Charismatics seek “rhema” words to the point where some even bombard prophets like John Paul Jackson, desperate for a word from God.
But biblical scholar and prolific author R.T. Kendall says you cannot charge after a prophetic utterance this way. Yet Pentecostals persist, craving something meant just for them.
“I think this is partly what I always say to charismatics if I got a chance is they only want a rhema word. My friend John Paul Jackson, who is now in heaven, says he can’t walk across the hotel lobby in a convention. They’ll come up to you and say, ‘Got a word for me? Got a word for me?’ That’s all people want. They want a rhema word. I was watching religious TV, and that preacher said, ‘Don’t turn that dial, I’ve got a rhema word.”
For those who thirst for such a word, Kendall is ready to satisfy that desire.
“I have a rhema word for you; I just now got it,” Kendall said while speaking to Charisma Media employees. “Chase after a rhema word and you’ll probably never get it. Seek God in His Scripture, and He’ll give you a rhema word when you need it. Presence of God—you just wanna know him and the opportunity to get to please Him so you set Him before you. … You may not feel [His presence], but do those things that please Him, and when you need it, you’ll get the rhema word. And when you need it, you’ll get His conscious presence.”
But, if pushed, Kendall says a different kind of word surpasses rhema—logos words. Logos refers to the holy Bible.
“The reason I say logos is more important is because the Holy Spirit wrote it, and if you want to get on good terms with the Holy Spirit, you know His best product, and that’s where I would begin. The trouble with so many Word people [is that] they don’t believe God speaks directly anymore, and I do. God does give rhema words, but I think priority should be logos,” Kendall says.
Kendall was at Charisma to promote his book due out this fall, The Presence of God. His wife Louise joined him and shared her own experience with rhema words.
Louise says she was in London one day and prayed for a rhema word to use in correcting a young man she was meeting with. Instead, the Lord gave her a verse commanding her to bless him.
When she approached him in humility, she shared what the Lord laid on her heart.
“I said, ‘Listen, the Lord wants me to tell you what a blessing you are,’ … and that [Asian] kid, I mean young man, he starts to cry. They never express emotions, and you know what he said to me? He said, ‘My parents were so strict and in school, and you’re the first person [to tell me I’m a blessing].’ And I was going to do the same thing they all did,” Louise says.
“You can get a rhema word when you’re reading your Bible, and I’ll tell you, it’s not always what you wanted to hear.”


* Required action *
Pull every line containing "bottom" out of the listing below.
● ● ● ● ● ● ●
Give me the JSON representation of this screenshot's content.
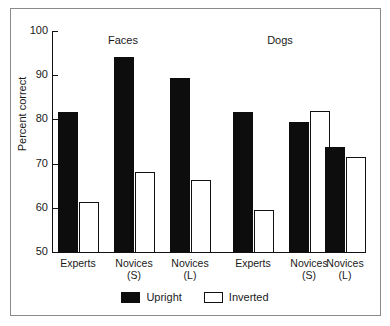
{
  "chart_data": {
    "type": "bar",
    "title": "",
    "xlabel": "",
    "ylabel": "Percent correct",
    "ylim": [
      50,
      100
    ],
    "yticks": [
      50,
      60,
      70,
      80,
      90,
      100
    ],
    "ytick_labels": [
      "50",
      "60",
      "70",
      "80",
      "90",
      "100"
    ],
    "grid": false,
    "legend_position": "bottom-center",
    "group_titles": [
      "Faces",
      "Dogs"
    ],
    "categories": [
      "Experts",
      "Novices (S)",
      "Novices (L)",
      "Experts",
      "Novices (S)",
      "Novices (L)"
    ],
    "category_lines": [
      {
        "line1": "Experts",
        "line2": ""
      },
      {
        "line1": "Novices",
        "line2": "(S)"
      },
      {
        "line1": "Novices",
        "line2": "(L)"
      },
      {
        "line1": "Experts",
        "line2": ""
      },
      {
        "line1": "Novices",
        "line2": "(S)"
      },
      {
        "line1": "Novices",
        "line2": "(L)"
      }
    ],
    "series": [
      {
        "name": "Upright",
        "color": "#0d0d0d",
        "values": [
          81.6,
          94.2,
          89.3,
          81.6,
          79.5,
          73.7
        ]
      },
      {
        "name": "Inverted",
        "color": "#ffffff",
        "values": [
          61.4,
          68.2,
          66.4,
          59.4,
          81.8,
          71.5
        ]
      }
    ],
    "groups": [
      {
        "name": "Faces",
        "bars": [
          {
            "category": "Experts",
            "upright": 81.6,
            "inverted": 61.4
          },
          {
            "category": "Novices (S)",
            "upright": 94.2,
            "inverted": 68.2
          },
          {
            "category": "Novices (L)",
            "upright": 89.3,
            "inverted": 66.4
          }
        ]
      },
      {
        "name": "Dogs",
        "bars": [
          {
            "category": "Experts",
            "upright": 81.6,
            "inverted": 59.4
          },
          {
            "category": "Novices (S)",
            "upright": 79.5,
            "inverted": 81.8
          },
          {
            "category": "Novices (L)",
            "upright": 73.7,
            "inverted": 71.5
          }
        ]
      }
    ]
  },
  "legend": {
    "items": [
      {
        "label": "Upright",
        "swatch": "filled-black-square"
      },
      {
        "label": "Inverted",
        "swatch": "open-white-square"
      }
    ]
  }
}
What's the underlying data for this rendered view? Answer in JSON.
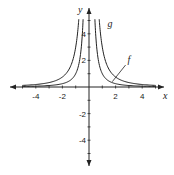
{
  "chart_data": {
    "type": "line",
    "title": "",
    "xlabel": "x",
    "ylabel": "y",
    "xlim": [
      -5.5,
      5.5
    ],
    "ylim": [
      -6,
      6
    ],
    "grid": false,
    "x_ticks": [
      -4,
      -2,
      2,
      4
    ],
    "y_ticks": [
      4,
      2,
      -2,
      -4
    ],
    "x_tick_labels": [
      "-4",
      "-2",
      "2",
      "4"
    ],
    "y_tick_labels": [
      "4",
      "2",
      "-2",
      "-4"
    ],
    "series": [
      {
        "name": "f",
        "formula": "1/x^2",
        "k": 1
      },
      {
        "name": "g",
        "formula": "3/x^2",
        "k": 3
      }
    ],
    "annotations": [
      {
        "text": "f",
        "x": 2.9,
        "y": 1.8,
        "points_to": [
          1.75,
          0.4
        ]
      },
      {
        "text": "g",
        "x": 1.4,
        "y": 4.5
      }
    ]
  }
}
● ● ● ● ● ● ●
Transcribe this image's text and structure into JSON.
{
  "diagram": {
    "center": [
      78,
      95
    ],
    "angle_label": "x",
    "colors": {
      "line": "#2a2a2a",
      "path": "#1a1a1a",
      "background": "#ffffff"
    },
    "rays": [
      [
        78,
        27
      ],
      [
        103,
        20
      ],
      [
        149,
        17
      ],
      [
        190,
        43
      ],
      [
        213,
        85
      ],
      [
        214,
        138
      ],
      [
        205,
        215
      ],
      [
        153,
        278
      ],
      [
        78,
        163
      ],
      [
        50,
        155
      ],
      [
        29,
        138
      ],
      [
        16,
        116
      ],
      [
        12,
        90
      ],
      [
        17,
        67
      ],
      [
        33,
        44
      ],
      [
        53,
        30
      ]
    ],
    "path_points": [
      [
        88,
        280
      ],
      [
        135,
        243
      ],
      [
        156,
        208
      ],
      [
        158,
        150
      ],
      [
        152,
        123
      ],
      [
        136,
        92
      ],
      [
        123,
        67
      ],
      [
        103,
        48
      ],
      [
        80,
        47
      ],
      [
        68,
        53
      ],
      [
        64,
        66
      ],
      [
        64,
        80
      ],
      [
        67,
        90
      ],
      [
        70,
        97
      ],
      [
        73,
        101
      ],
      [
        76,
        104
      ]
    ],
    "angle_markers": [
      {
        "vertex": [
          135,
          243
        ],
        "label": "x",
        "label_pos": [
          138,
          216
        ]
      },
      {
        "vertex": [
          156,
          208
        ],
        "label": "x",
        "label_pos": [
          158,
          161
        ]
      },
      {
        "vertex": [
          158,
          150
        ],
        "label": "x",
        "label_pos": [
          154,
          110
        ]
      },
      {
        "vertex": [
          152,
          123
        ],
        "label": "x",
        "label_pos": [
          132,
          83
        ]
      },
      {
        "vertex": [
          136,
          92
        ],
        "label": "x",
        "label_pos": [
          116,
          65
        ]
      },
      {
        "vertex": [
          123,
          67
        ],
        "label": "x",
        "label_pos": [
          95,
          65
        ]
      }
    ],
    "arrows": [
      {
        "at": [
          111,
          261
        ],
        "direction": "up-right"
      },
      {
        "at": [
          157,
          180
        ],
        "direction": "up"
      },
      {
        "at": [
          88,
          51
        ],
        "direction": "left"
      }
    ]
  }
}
● ● ● ● ● ● ●
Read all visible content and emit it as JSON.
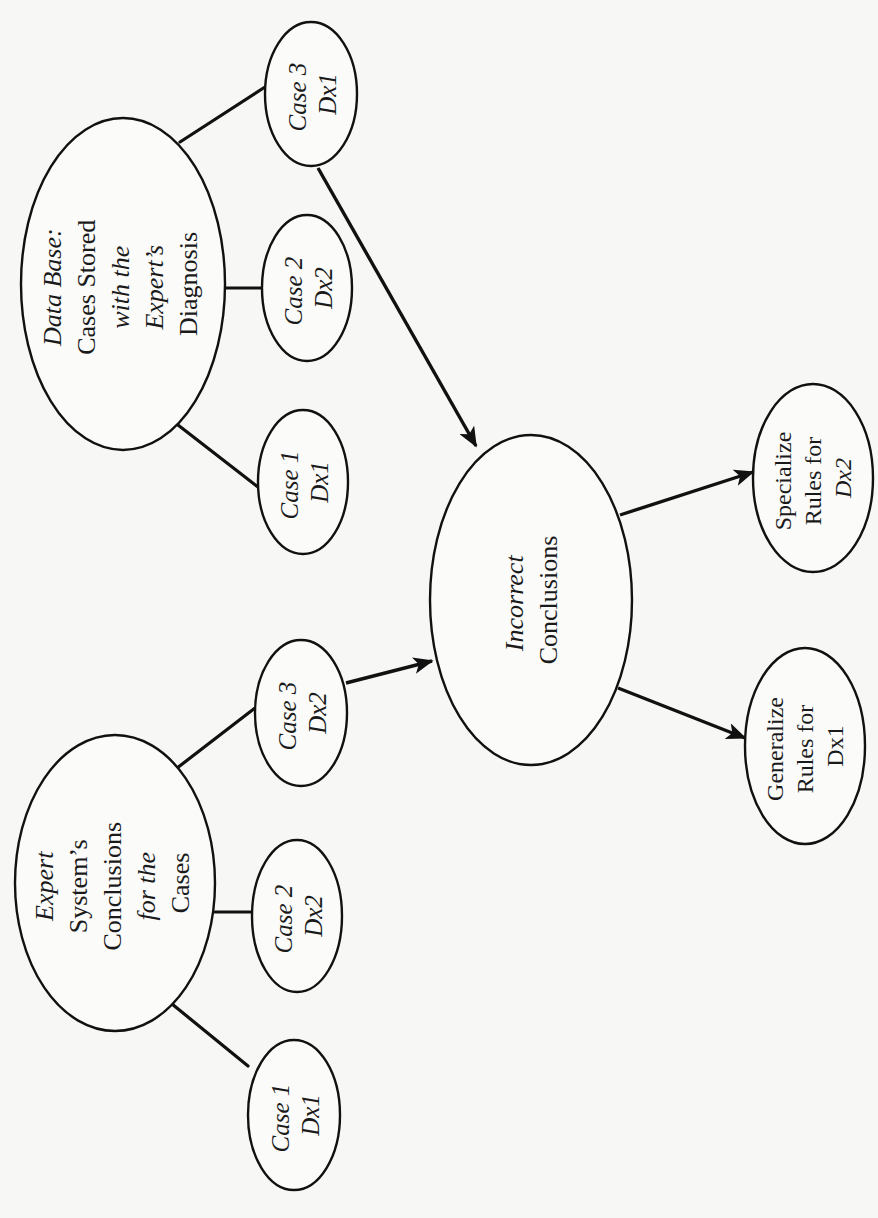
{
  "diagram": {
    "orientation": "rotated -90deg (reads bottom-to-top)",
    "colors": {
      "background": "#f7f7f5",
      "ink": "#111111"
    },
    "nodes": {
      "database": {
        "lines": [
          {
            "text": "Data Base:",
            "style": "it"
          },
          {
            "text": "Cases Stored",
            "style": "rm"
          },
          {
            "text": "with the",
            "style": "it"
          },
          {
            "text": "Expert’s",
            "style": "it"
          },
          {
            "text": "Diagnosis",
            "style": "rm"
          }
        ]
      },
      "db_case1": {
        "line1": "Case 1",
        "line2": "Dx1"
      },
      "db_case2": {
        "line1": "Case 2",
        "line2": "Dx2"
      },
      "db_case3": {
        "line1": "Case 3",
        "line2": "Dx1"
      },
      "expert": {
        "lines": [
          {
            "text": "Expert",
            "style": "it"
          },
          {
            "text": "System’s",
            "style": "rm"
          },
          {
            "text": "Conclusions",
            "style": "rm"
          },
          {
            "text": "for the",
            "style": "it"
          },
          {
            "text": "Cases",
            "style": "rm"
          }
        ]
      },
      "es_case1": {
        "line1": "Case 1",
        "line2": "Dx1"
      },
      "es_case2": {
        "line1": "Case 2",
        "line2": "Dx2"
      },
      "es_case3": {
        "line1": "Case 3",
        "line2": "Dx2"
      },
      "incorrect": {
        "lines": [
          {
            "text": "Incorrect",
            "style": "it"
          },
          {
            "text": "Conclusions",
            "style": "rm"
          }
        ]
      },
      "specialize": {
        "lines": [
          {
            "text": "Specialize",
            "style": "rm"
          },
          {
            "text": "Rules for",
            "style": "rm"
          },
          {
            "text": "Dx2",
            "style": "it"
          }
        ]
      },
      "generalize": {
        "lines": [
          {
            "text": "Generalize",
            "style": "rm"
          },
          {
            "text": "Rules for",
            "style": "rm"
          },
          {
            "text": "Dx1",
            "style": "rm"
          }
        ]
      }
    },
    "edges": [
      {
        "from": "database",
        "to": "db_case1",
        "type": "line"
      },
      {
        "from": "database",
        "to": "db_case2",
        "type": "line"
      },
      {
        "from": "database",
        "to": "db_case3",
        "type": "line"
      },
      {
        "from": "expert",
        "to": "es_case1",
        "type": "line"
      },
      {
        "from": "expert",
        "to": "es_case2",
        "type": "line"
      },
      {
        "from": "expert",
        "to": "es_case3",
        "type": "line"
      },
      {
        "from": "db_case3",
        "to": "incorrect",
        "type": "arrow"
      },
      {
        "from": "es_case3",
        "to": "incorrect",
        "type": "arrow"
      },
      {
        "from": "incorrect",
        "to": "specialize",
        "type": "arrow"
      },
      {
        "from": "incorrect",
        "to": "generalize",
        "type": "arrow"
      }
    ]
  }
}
● ● ● ● ● ● ●
* Response area *
    "legend_position": "bottom-center",
    "orientation": "rotated -90deg (reads bottom-to-top)",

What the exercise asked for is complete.